In A Better World
In A Better World is a film at conflict with itself. That conflict is then transferred to the audience, making them feel sympathy and revulsion all within a short period of time. IABW won the AA for best foreign film this year and certainly displays the chops of a champ but for my money Carlos (French mini-series released as a film domestically) and Incendies (Canadian production also in current release) are more involving.
But Sony Pictures Classics know their world cinema as demonstrated by their release slate from the last year that includes A Prophet, IABW, Incendies, and The Secret in Their Eyes among others. For whatever reason, In A Better World is opening exclusively at a theater in The Woodlands. I get it, people live in that vast northern suburb of Houston, and there are homes, stores and even movie theaters. In the time it takes your central Houston dwelling humble scribe to drive to The Woodlands I can be halfway to Austin. If I had a girlfriend in The Woodlands the drive would be the dealbreaker. You don’t open a film in Yonkers intended for the New York City crowd. That said, once again it’s obvious, Houston seems to be on the last stop on the railroad track of coolness as far as corporate programming from other cities.
In A Better World starts with a white doctor administering aid and medicine in a small African village. Eventually we shift to the doctor’s native Denmark, where this humanist is just another cog in the wheel in his hometown. His wife also a doctor and he are headed for divorce. His son, good natured and prone to being a bully magnet, has just become friends with the new kid, himself a bit of a loner. The story shifts to the new kid and his father.
The new kid doesn’t like the way his only friend is being harassed. The territory director Susanne Bier (Danish director whose American films include Things We Lost in the Fire.) steers the film at this point is past the cracked cement sidewalk of “give me your lunch money punk.” It’s more like Charles Bronson vigilante justice when the new kid, actually kind of a scrawny lad, brutally beats the bully in the school bathroom within an inch of his worthless life. IABW isn’t a horror film but I picked up a vibe about alienation and acceptance from Let The Right One In about this point. The two boys at this juncture hide their weapon (a knife) in the ceiling in the hallway and keep mum for most of the rest of the movie.
After another departure that makes a parable out of how even adults taunt each other the story shifts back to the doctor. Again he’s in Africa and forced by circumstances into confronting a local fat gang leader who kills native women for sadistic pleasure. Let me emphasize again IABW isn’t a horror or revenge film so much as a heavy duty family drama that just happens to include extraordinary scenes of violence. I’m still on the fence as to how the kid manages to make a pipe bomb, blow up a car and then get released on his own recognizance by the police.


Problem details: Set down every record below exactly as it appears, but without the pictures.

Exercise data:
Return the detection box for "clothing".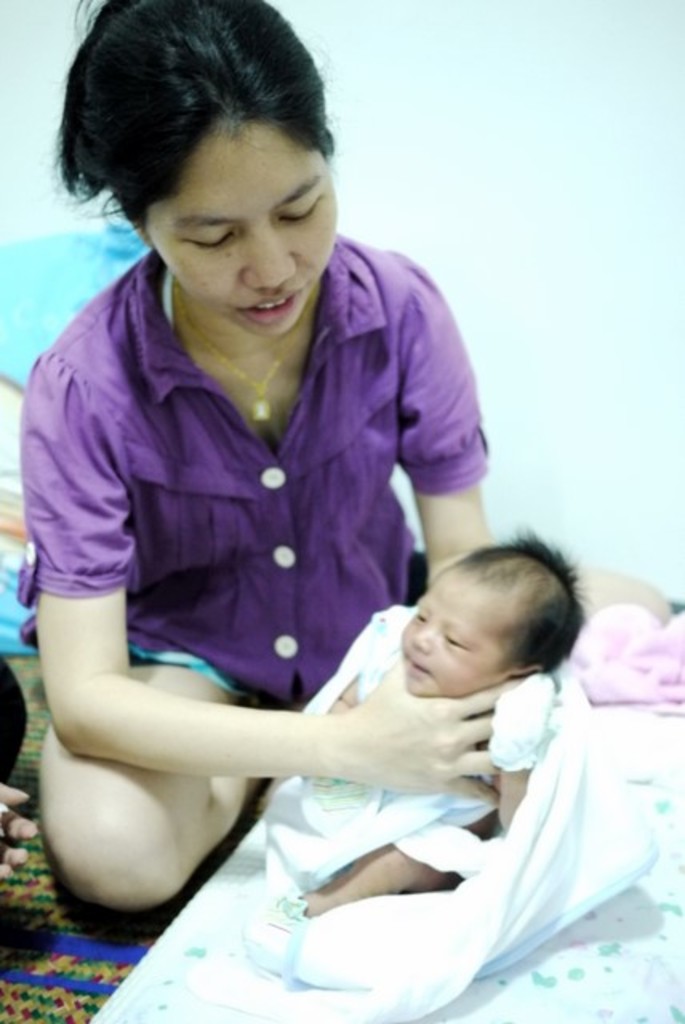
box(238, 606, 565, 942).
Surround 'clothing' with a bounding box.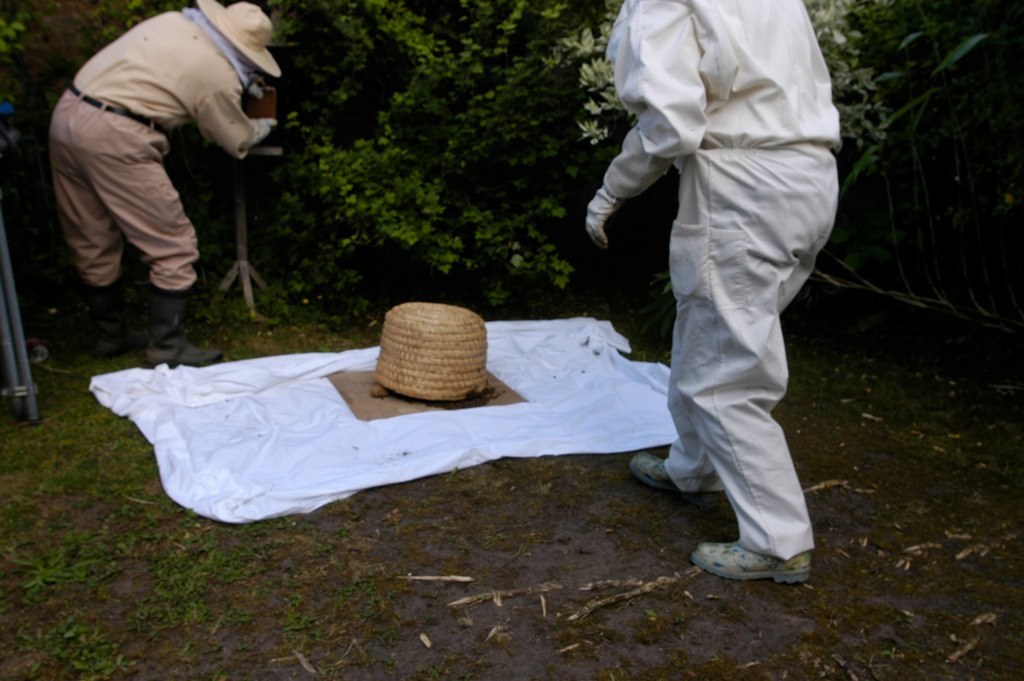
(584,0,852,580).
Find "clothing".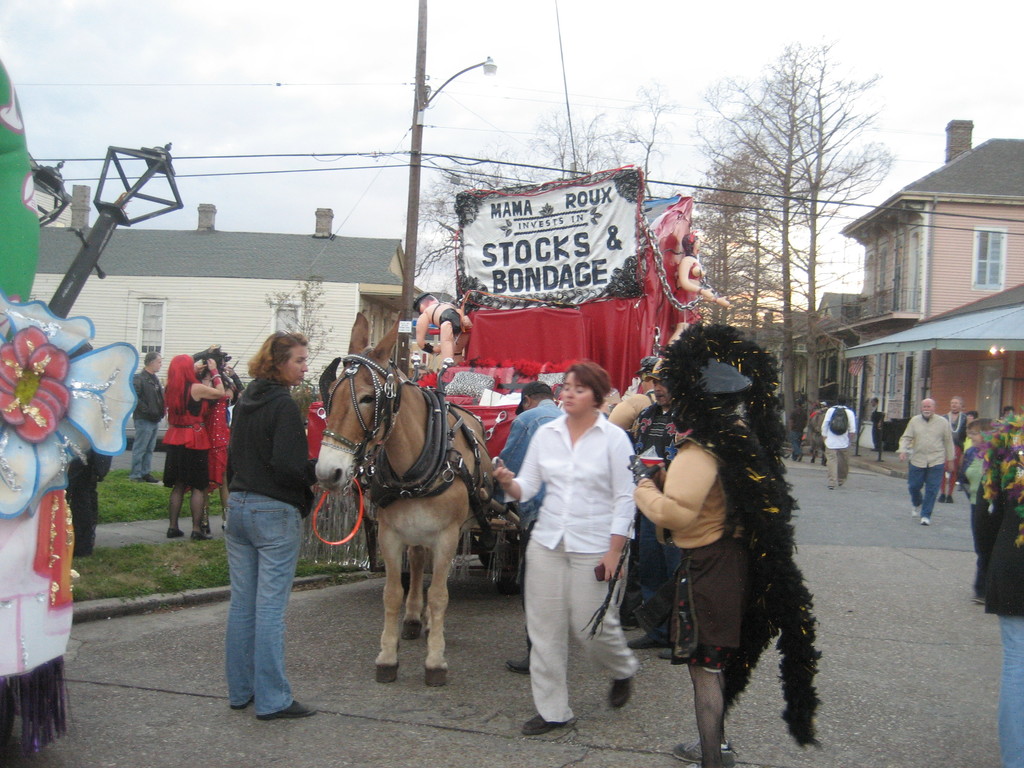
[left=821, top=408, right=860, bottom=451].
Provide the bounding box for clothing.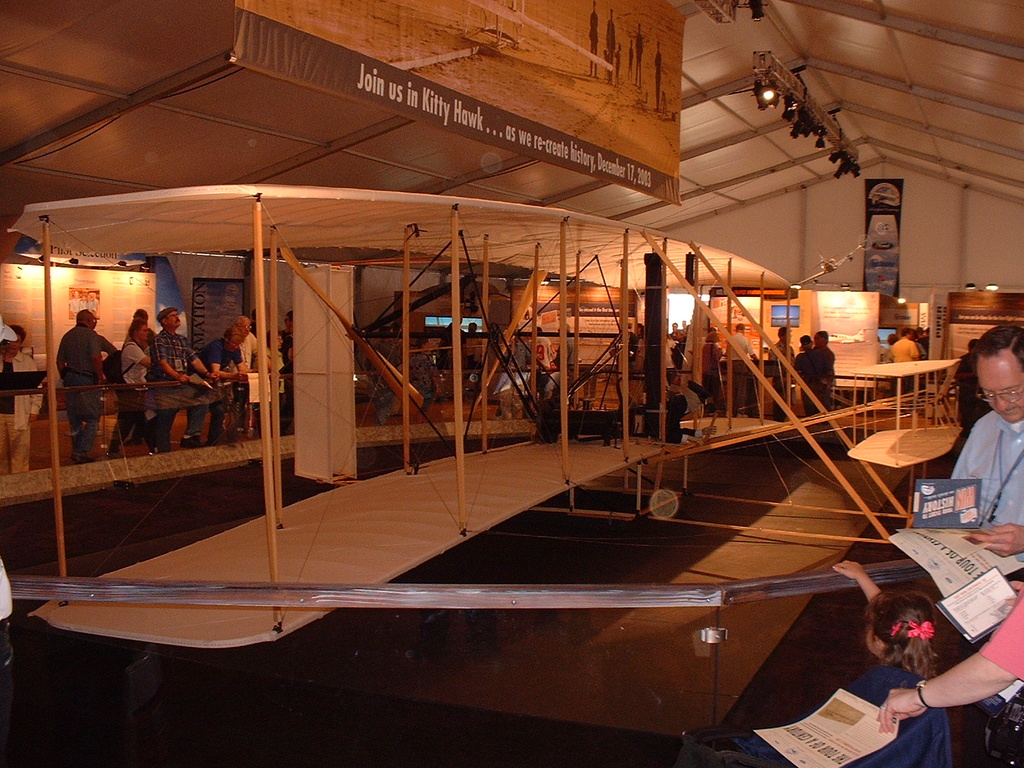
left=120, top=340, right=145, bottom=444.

Output for this task:
Return the detection box for "clothing".
box(238, 606, 565, 942).
Surround 'clothing' with a bounding box.
(584,0,852,580).
Find "clothing".
[left=821, top=408, right=860, bottom=451].
Provide the bounding box for clothing.
left=120, top=340, right=145, bottom=444.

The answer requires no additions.